Joseph Dane, Ch.1 “On the Continuity of Continuity: Print Culture Mythology and the Type of the Gutenberg Bible”

In conceptualizing print culture, Dane is focusing on early type.  He argues that what we as readers, authors, and consumers of printed works do not yet know about early type challenges what is currently being told in cultures about the book.  Our understanding of print technologies comes more from their function in current society, rather than their historical purposes.  However, Dane is asserting that there are print technologies (such as the adjustable hand-mold) that played a vital role in print culture, and that early technologies influenced current ones.

Dane first addresses the methods that were used for printing in the fifteenth through nineteenth centuries, like typefounding.  Historians and other individuals today imagine early printing methods to have magically become sophisticated: “These histories could be defended as teleological myths—they are simply imagined constructions of history with their goal the fully developed press of the eighteenth century” (20).  These myths regarding the continuity of printing technology challenge the notion that technology is in a constant state of progression and improvement.

Secondly, Dane uses The Gutenberg Bible as one example of early print.  He explains the discrepancies between versions of this text.  He writes, “the type used for these (40 and 41-line) settings is not quite the same as that used in the 42-line settings” (25).  So the way the Bible was printed through each century differed, as printing technologies changed.  One effect of this change was that the overall appearance of the text changed with it.  However, I am unsure of the significance of this.  I imagine it has to do with understanding how printed works are in relation to the contexts in which they are produced.

Lastly, Dane focuses on one technology from early centuries that he claims has been lost somehow, but that is a key influence to books today.  The adjustable hand-mold was used around the time of typesetting, though because it is no longer used, it has disappeared from contemporary understandings of print culture.  Dane writes, “We know all about texts; we know a lot about paper; we know something about ink; we know very little about type, or at least, what passed as type for the earliest printers” (29).  Refocusing on such a technology is significant in reimagining our understanding of printed works, and print culture.  This points to our argument that print is not just one constant stream; rather, it comes from different contexts and cultures.

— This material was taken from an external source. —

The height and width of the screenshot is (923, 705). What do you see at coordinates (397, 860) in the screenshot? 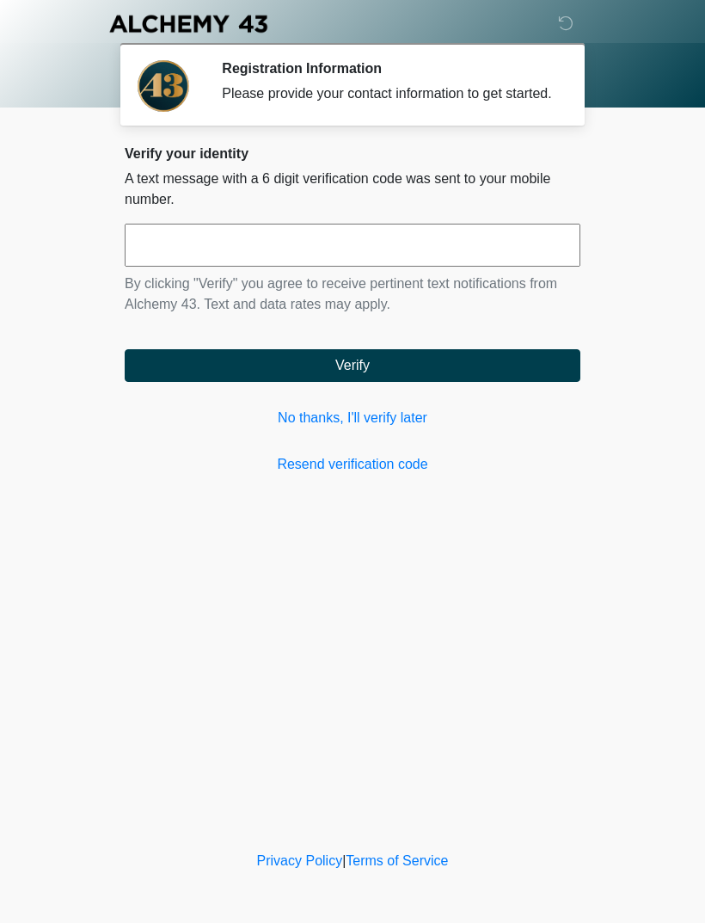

Throughout the first half of his article, Dane argues that contemporary understandings of the book are challenged by methods of early type.  Print culture as a whole involves both early and modern methods.  However, he does not really explain what he means by “larger cultural narratives generated by modern studies in the History of the Book” (17).  What are these narratives?  I found it difficult to see the importance of focusing on printing methods when there was not a clear grounding in current understandings of print culture.

Additionally, these pictures don’t seem to get me very far in my understanding of early type.  Figure 9, with the adjustable hand-mold, looks more to me like a slingshot than a vital printing technology of the fifteenth through seventeenth centuries.  A Google Image search does not get me much farther.  Dane’s explanation of the technology’s importance helps, but a clear and informative visual would really bring us home.

My question to the author relates to an earlier confusion: what, specifically, is our contemporary understanding of the history of the book?  Yes, we all know what a book is and what it is used for.  But what is the relationship between early versions of The Gutenberg Bible, or the adjustable hand-mold, and a book we pick up off the shelf today?